Monday, December 31, 2018

Not-so-cockeyed Optimist


As I grow older, I am appreciating my mother more and more. Among her many attributes, my mother was an inveterate optimist, to the point where I frequently found it very annoying. If a conversation became too depressing or contentious, she would immediately change the topic to something light. I remember my teenage self trying to persuade her that she wasn’t being realistic, that she was in denial about the world around her. To that, she replied that cute puppies were real too.

I came to understand that her optimism was a shield she had developed to survive in a world where she lost her mother at five years old, then was shuffled around from one relative to another. She never had a real home again until she married my father, but even then there was tragedy when her full-term first pregnancy ended with an empty crib. So, she avoided, as much as possible, what was unpleasant or distasteful, and lived to be a happy 96 years old.

I have been very blessed in my life, enduring none of the tragedies my mother did. Still, I am frequently disturbed by what I read and see going on in the world, and as I look at Facebook in the morning, I sometimes despair when I see the children caged at the border, read about the disappearing monarch butterflies, and hear more and more angry, hate-filled speech. I could go on and frequently do, but when I allow myself to wallow in the negative, I become enervated and unable to bring myself to any constructive action.
 
So, as an antidote, I watch crazy pet videos or James Cordon performing musicals with Lin Manuel Miranda and Emily Blunt. It’s not that I am unaware or uncaring, but I need to remind myself that there are things to smile about, that cute puppies are real too.

Friday, December 7, 2018

Pass it On or Pass Away

Kristin LeMay's book I Told My Soul to Sing:Finding God With Emily Dickinson is one of those books it may take me months to finish, as I read it a little at a time to allow myself to consider the big ideas she's discussing. And, as anyone who's read Dickinson's poetry knows, one of her big ideas is death.

In each chapter LeMay reflects on one of Dickinson's poems. In her discussion of "Behind me--Dips Eternity"  she says, "Yet rather than mourn that we are finite, Emily marvels here that for a few brief moments of this life, we participate in the infinite." Moments of infinity? Now there's something to ponder.

When I stop to think about my mortality, which is not often, I find it hard to imagine. After all, this consciousness in this physical form is all I have ever experienced. To imagine it ending, though logic tells me it absolutely will, is hard to wrap my mind around. 

It's as if having lived on an island all one's life, we are suddenly asked to consider that we must sail away to another place--far off, unknown, and unseen. We've seen others set off in their little boats, more and more every year, but we really never know where they're going or what the other destination is like.

When LeMay talks about moments of infinity, I think she's talking about brief glimpses we may see of it--moments when the veil seems to part and we catch sight, if only for a second, of a vaster, purer reality.

I think I caught a glimpse of that vastness when I was with my friend Jack when he died. I was sad, of course, but at the same time I was awed by the mystery I had just experienced. At one moment he was there; then the next he was not. His heart and lungs had stopped but he did not disappear  from my life. I still held onto his humor, his dedication to issues of human rights, his stories about his work as a campus cop, and his collection of Betty Grable paraphernalia. His body had stopped "being," but he will existed.

The finiteness of Jack or me or anyone is merely the flesh and bone that confines us. The rest--the love we've shared, the laughs we've engendered, the friendships we've kept--those do not die. Even as those who are left with the memories of the deceased die off, something goes on.

I have tried with my family and friends and students to pass on the love that my parents gave me. I know that some of that will be passed on to others. In that way, we do not pass away, but we pass it on.

As LeMay says, "...life does not end in ashes to ashes and dust to dust, 1830-1886. Instead it moves as a poem does, from miracle to miracle, mystery to mystery."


> Action item:
Only the count should appear in your answer: how many lines of the data below contain the word "tick"?
*** Opening Provided information ***
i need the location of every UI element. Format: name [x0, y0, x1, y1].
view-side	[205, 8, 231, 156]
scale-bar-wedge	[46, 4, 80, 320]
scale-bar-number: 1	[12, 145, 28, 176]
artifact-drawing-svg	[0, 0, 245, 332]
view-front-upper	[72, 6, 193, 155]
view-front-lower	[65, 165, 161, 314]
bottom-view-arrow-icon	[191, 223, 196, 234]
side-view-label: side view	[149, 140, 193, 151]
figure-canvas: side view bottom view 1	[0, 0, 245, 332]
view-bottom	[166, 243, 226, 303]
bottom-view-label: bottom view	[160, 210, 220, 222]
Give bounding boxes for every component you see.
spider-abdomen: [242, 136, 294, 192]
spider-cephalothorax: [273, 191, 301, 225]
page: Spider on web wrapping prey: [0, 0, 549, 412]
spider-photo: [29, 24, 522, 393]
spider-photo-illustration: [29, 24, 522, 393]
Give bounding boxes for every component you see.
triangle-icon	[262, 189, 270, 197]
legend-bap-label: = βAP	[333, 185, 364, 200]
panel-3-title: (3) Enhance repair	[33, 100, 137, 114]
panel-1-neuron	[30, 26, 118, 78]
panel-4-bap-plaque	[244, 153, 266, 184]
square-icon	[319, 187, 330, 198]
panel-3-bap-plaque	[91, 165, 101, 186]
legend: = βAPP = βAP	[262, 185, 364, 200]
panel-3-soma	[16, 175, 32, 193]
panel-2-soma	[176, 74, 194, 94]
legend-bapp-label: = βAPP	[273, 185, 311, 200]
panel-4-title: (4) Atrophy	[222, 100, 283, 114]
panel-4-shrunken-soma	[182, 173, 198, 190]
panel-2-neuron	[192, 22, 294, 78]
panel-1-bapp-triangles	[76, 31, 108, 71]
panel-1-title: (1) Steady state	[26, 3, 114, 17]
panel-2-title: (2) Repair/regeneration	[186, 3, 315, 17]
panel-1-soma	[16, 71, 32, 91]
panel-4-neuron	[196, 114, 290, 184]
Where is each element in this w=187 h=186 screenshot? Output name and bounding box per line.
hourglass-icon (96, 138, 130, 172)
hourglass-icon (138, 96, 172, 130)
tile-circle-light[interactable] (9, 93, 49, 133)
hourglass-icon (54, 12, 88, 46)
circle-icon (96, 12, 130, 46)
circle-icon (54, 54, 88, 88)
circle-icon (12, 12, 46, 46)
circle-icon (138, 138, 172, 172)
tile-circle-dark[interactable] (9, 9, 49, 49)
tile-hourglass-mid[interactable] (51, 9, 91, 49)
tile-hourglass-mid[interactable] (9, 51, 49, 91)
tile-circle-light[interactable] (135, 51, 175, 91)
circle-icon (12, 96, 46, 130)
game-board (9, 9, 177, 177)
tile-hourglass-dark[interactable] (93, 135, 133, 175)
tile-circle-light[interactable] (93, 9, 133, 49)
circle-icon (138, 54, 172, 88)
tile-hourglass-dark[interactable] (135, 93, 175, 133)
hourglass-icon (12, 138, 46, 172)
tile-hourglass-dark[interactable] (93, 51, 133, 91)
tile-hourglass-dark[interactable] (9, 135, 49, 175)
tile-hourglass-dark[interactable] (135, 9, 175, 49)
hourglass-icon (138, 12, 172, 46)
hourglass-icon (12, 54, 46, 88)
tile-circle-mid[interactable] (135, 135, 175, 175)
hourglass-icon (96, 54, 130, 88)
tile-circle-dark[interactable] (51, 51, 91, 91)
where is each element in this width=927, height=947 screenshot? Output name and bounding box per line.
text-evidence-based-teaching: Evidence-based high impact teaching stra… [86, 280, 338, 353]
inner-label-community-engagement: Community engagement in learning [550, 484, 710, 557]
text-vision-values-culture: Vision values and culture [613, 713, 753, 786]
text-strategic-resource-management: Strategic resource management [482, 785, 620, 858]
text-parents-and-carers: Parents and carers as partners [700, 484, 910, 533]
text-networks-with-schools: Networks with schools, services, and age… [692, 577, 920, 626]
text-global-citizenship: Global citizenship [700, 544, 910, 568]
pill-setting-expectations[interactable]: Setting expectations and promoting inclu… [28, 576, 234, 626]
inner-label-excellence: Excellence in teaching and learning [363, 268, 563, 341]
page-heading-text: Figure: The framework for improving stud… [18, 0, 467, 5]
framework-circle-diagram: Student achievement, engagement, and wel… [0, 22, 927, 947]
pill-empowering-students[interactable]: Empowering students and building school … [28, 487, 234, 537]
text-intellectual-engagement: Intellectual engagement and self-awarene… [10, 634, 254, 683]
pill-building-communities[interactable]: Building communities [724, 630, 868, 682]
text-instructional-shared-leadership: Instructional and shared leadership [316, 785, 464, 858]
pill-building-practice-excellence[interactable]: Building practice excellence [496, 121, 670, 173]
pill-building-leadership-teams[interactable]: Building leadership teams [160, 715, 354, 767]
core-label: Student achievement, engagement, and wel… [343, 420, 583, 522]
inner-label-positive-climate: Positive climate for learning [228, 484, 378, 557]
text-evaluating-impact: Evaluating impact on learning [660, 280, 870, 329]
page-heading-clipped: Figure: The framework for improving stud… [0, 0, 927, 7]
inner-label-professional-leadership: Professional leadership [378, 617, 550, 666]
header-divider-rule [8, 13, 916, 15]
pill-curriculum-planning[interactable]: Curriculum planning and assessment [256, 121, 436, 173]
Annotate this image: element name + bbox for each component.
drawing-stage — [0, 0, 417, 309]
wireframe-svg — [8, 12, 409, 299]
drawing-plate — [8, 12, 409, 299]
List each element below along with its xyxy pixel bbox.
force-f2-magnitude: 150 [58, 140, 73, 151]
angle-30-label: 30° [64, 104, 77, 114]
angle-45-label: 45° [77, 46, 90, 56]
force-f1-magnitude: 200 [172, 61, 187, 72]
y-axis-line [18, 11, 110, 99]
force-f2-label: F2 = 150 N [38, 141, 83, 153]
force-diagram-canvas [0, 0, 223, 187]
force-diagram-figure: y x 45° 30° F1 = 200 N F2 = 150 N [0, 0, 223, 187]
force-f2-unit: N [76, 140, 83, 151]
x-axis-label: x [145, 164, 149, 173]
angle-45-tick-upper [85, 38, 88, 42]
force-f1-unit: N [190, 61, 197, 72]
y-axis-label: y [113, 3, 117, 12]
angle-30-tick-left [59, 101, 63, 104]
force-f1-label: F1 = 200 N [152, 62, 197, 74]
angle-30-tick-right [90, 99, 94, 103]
*** Closing Provided information ***
> Answer to this task:
3